(12 years, 8 months ago)
Commons ChamberOn a point of order, Mr Speaker. Two written ministerial statements have been issued in the past two hours. One is the Government’s announcement on proposals for the reform of our competition regime, and it was sent to the Vote Office at 10.10 am, 20 minutes before Business, Innovation and Skills questions. The other relates to a consultation on no-fault dismissal, which the Vote Office received at 10.30 am, when Business questions started. Clearly, those are both matters of huge national importance.
First, the deadline for applying to you for an urgent question is 9.30 am, Mr Speaker, so the timing of the publication and appearance of the statements meant that we were not able to make such an application on those statements. Secondly, we were not given any time to prepare in a way that would have enabled us to raise during Business questions any issues to which the statements related.
Were you, Sir, given any notice of the statements in advance? Have you—[Interruption.] Have you been given any notification that we can expect oral statements on those matters of national importance—
This is outrageous.
(14 years, 5 months ago)
Commons ChamberThe Chancellor of the Exchequer came here last week and declared that he would be the model of transparency. He said:
“I am not going to hide hard choices from the British people or bury them in the small print of the Budget documents.”—[Official Report, 22 June 2010; Vol. 512, c. 167.]
He added that the British public would hear those hard choices straight from him, in that speech.
The Deputy Leader of the House has already brushed aside concerns raised by the shadow Leader of the House about the memo that discloses Treasury predictions of 1.3 million unemployed. The Leader of the Opposition has already raised the matter with the Prime Minister, only to be ignored. Why can we not have full disclosure of this document, and a proper debate in this House? The Deputy Leader of the House is supposed to be a champion of Parliament, and there are clearly differences of view as to the content of the document. Why can we not have a debate on it?
I thought that I had made it plain that we are having four debates in the next two weeks on that subject. I would have thought that that would be sufficient to satisfy the hon. Gentleman. Perhaps we ought to debate the pre-Budget forecast based on the policies of the March Budget—a Labour Budget—which showed a reduction of around 500,000 public sector jobs by 2014-15. I think that that would be a very worthwhile debate.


* _ASSIGNMENT_
Retype every record below exactly as it appears.

* _INFORMATION SUPPLIED_
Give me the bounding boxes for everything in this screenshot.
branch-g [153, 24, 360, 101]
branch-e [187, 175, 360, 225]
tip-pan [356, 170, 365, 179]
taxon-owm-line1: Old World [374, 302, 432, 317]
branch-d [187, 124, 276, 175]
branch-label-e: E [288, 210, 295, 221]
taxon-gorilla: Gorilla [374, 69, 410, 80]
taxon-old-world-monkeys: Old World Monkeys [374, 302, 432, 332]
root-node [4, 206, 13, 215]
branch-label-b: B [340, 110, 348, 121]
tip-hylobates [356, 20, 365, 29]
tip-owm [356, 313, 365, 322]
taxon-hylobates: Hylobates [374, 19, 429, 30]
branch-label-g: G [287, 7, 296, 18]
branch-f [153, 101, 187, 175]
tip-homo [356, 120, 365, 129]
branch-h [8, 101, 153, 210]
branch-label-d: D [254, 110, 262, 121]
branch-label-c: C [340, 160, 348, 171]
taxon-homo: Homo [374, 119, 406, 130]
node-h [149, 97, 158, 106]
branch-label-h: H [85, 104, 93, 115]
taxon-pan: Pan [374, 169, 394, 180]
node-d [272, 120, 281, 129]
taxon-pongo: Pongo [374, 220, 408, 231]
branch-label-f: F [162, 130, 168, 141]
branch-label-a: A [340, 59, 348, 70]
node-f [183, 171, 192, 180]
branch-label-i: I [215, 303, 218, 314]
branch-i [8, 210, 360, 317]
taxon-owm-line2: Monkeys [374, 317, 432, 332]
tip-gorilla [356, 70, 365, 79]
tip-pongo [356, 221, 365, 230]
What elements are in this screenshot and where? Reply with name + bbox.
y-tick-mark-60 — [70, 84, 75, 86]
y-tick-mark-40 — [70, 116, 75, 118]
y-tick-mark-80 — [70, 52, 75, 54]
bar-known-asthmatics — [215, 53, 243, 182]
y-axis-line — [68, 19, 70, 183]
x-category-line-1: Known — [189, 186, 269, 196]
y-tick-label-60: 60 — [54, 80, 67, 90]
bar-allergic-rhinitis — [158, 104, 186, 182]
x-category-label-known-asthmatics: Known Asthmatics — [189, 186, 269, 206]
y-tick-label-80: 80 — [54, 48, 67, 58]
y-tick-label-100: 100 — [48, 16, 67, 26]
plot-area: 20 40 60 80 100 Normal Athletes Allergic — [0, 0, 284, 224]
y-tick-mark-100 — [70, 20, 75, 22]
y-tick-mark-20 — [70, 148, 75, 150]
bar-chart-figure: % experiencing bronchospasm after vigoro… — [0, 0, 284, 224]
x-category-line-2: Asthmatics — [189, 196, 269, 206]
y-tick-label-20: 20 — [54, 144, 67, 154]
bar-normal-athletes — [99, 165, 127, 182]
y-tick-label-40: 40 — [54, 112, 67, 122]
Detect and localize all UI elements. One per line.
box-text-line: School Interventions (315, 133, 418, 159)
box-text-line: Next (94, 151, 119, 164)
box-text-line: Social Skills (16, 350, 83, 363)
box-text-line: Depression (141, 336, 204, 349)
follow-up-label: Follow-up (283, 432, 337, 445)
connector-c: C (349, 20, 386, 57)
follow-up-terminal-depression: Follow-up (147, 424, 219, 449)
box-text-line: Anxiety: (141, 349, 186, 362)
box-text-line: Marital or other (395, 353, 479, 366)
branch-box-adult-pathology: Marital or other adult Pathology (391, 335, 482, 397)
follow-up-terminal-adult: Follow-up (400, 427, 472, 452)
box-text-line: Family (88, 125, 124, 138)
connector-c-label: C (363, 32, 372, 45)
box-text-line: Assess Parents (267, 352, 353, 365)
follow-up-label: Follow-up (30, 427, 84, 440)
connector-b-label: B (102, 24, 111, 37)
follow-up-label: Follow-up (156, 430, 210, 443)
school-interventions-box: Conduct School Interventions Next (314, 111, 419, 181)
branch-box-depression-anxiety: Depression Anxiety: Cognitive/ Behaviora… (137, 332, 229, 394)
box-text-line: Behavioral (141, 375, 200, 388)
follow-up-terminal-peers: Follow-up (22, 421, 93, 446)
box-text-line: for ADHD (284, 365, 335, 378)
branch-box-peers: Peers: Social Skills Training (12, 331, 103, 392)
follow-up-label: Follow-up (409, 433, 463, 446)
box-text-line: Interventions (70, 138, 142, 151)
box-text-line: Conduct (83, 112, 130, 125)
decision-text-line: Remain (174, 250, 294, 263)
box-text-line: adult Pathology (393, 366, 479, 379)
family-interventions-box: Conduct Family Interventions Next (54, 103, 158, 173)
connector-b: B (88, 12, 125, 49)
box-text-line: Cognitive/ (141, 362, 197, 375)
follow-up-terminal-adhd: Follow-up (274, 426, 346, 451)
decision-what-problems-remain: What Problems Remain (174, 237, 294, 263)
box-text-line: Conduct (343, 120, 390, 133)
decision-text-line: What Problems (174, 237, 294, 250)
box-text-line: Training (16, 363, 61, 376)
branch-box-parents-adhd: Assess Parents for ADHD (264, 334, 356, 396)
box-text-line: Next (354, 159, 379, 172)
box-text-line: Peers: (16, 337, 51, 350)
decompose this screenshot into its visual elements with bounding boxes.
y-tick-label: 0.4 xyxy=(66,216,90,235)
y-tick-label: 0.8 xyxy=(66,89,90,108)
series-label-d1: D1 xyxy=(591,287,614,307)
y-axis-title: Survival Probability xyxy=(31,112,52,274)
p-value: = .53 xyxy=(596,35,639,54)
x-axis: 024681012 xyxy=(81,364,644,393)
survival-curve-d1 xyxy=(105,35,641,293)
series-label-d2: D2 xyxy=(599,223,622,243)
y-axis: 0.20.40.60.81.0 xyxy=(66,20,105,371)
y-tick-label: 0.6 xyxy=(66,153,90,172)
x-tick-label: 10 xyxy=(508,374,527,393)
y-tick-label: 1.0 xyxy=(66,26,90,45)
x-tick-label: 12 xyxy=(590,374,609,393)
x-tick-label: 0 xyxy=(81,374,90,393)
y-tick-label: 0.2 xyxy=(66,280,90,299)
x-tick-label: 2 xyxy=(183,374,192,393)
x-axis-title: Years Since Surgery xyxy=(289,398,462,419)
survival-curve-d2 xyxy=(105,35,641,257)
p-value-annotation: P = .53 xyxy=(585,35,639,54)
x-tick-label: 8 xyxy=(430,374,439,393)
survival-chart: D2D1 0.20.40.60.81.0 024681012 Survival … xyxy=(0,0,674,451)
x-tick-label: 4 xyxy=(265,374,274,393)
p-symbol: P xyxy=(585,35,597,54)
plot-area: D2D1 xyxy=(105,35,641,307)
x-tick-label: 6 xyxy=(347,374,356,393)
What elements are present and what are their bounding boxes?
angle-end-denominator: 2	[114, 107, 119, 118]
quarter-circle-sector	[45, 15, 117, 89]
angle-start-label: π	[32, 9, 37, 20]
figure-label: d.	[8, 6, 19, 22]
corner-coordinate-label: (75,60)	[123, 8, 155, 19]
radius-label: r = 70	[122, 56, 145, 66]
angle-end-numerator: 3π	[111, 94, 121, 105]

* _TASK OUTPUT_
Give me the bounding boxes for everything in this screenshot.
branch-g [153, 24, 360, 101]
branch-e [187, 175, 360, 225]
tip-pan [356, 170, 365, 179]
taxon-owm-line1: Old World [374, 302, 432, 317]
branch-d [187, 124, 276, 175]
branch-label-e: E [288, 210, 295, 221]
taxon-gorilla: Gorilla [374, 69, 410, 80]
taxon-old-world-monkeys: Old World Monkeys [374, 302, 432, 332]
root-node [4, 206, 13, 215]
branch-label-b: B [340, 110, 348, 121]
tip-hylobates [356, 20, 365, 29]
tip-owm [356, 313, 365, 322]
taxon-hylobates: Hylobates [374, 19, 429, 30]
branch-label-g: G [287, 7, 296, 18]
branch-f [153, 101, 187, 175]
tip-homo [356, 120, 365, 129]
branch-h [8, 101, 153, 210]
branch-label-d: D [254, 110, 262, 121]
branch-label-c: C [340, 160, 348, 171]
taxon-homo: Homo [374, 119, 406, 130]
node-h [149, 97, 158, 106]
branch-label-h: H [85, 104, 93, 115]
taxon-pan: Pan [374, 169, 394, 180]
node-d [272, 120, 281, 129]
taxon-pongo: Pongo [374, 220, 408, 231]
branch-label-f: F [162, 130, 168, 141]
branch-label-a: A [340, 59, 348, 70]
node-f [183, 171, 192, 180]
branch-label-i: I [215, 303, 218, 314]
branch-i [8, 210, 360, 317]
taxon-owm-line2: Monkeys [374, 317, 432, 332]
tip-gorilla [356, 70, 365, 79]
tip-pongo [356, 221, 365, 230]
What elements are in this screenshot and where? Reply with name + bbox.
y-tick-mark-60 — [70, 84, 75, 86]
y-tick-mark-40 — [70, 116, 75, 118]
y-tick-mark-80 — [70, 52, 75, 54]
bar-known-asthmatics — [215, 53, 243, 182]
y-axis-line — [68, 19, 70, 183]
x-category-line-1: Known — [189, 186, 269, 196]
y-tick-label-60: 60 — [54, 80, 67, 90]
bar-allergic-rhinitis — [158, 104, 186, 182]
x-category-label-known-asthmatics: Known Asthmatics — [189, 186, 269, 206]
y-tick-label-80: 80 — [54, 48, 67, 58]
y-tick-label-100: 100 — [48, 16, 67, 26]
plot-area: 20 40 60 80 100 Normal Athletes Allergic — [0, 0, 284, 224]
y-tick-mark-100 — [70, 20, 75, 22]
y-tick-mark-20 — [70, 148, 75, 150]
bar-chart-figure: % experiencing bronchospasm after vigoro… — [0, 0, 284, 224]
x-category-line-2: Asthmatics — [189, 196, 269, 206]
y-tick-label-20: 20 — [54, 144, 67, 154]
bar-normal-athletes — [99, 165, 127, 182]
y-tick-label-40: 40 — [54, 112, 67, 122]
Detect and localize all UI elements. One per line.
box-text-line: School Interventions (315, 133, 418, 159)
box-text-line: Next (94, 151, 119, 164)
box-text-line: Social Skills (16, 350, 83, 363)
box-text-line: Depression (141, 336, 204, 349)
follow-up-label: Follow-up (283, 432, 337, 445)
connector-c: C (349, 20, 386, 57)
follow-up-terminal-depression: Follow-up (147, 424, 219, 449)
box-text-line: Anxiety: (141, 349, 186, 362)
box-text-line: Marital or other (395, 353, 479, 366)
branch-box-adult-pathology: Marital or other adult Pathology (391, 335, 482, 397)
follow-up-terminal-adult: Follow-up (400, 427, 472, 452)
box-text-line: Family (88, 125, 124, 138)
connector-c-label: C (363, 32, 372, 45)
box-text-line: Assess Parents (267, 352, 353, 365)
follow-up-label: Follow-up (30, 427, 84, 440)
connector-b-label: B (102, 24, 111, 37)
follow-up-label: Follow-up (156, 430, 210, 443)
school-interventions-box: Conduct School Interventions Next (314, 111, 419, 181)
branch-box-depression-anxiety: Depression Anxiety: Cognitive/ Behaviora… (137, 332, 229, 394)
box-text-line: Behavioral (141, 375, 200, 388)
follow-up-terminal-peers: Follow-up (22, 421, 93, 446)
box-text-line: for ADHD (284, 365, 335, 378)
branch-box-peers: Peers: Social Skills Training (12, 331, 103, 392)
follow-up-label: Follow-up (409, 433, 463, 446)
box-text-line: Interventions (70, 138, 142, 151)
box-text-line: Conduct (83, 112, 130, 125)
decision-text-line: Remain (174, 250, 294, 263)
box-text-line: adult Pathology (393, 366, 479, 379)
family-interventions-box: Conduct Family Interventions Next (54, 103, 158, 173)
connector-b: B (88, 12, 125, 49)
box-text-line: Cognitive/ (141, 362, 197, 375)
follow-up-terminal-adhd: Follow-up (274, 426, 346, 451)
decision-what-problems-remain: What Problems Remain (174, 237, 294, 263)
box-text-line: Conduct (343, 120, 390, 133)
decision-text-line: What Problems (174, 237, 294, 250)
box-text-line: Training (16, 363, 61, 376)
branch-box-parents-adhd: Assess Parents for ADHD (264, 334, 356, 396)
box-text-line: Next (354, 159, 379, 172)
box-text-line: Peers: (16, 337, 51, 350)
decompose this screenshot into its visual elements with bounding boxes.
y-tick-label: 0.4 xyxy=(66,216,90,235)
y-tick-label: 0.8 xyxy=(66,89,90,108)
series-label-d1: D1 xyxy=(591,287,614,307)
y-axis-title: Survival Probability xyxy=(31,112,52,274)
p-value: = .53 xyxy=(596,35,639,54)
x-axis: 024681012 xyxy=(81,364,644,393)
survival-curve-d1 xyxy=(105,35,641,293)
series-label-d2: D2 xyxy=(599,223,622,243)
y-axis: 0.20.40.60.81.0 xyxy=(66,20,105,371)
y-tick-label: 0.6 xyxy=(66,153,90,172)
x-tick-label: 10 xyxy=(508,374,527,393)
y-tick-label: 1.0 xyxy=(66,26,90,45)
x-tick-label: 12 xyxy=(590,374,609,393)
x-tick-label: 0 xyxy=(81,374,90,393)
y-tick-label: 0.2 xyxy=(66,280,90,299)
x-tick-label: 2 xyxy=(183,374,192,393)
x-axis-title: Years Since Surgery xyxy=(289,398,462,419)
survival-curve-d2 xyxy=(105,35,641,257)
p-value-annotation: P = .53 xyxy=(585,35,639,54)
x-tick-label: 8 xyxy=(430,374,439,393)
survival-chart: D2D1 0.20.40.60.81.0 024681012 Survival … xyxy=(0,0,674,451)
x-tick-label: 4 xyxy=(265,374,274,393)
p-symbol: P xyxy=(585,35,597,54)
plot-area: D2D1 xyxy=(105,35,641,307)
x-tick-label: 6 xyxy=(347,374,356,393)
What elements are present and what are their bounding boxes?
angle-end-denominator: 2	[114, 107, 119, 118]
quarter-circle-sector	[45, 15, 117, 89]
angle-start-label: π	[32, 9, 37, 20]
figure-label: d.	[8, 6, 19, 22]
corner-coordinate-label: (75,60)	[123, 8, 155, 19]
radius-label: r = 70	[122, 56, 145, 66]
angle-end-numerator: 3π	[111, 94, 121, 105]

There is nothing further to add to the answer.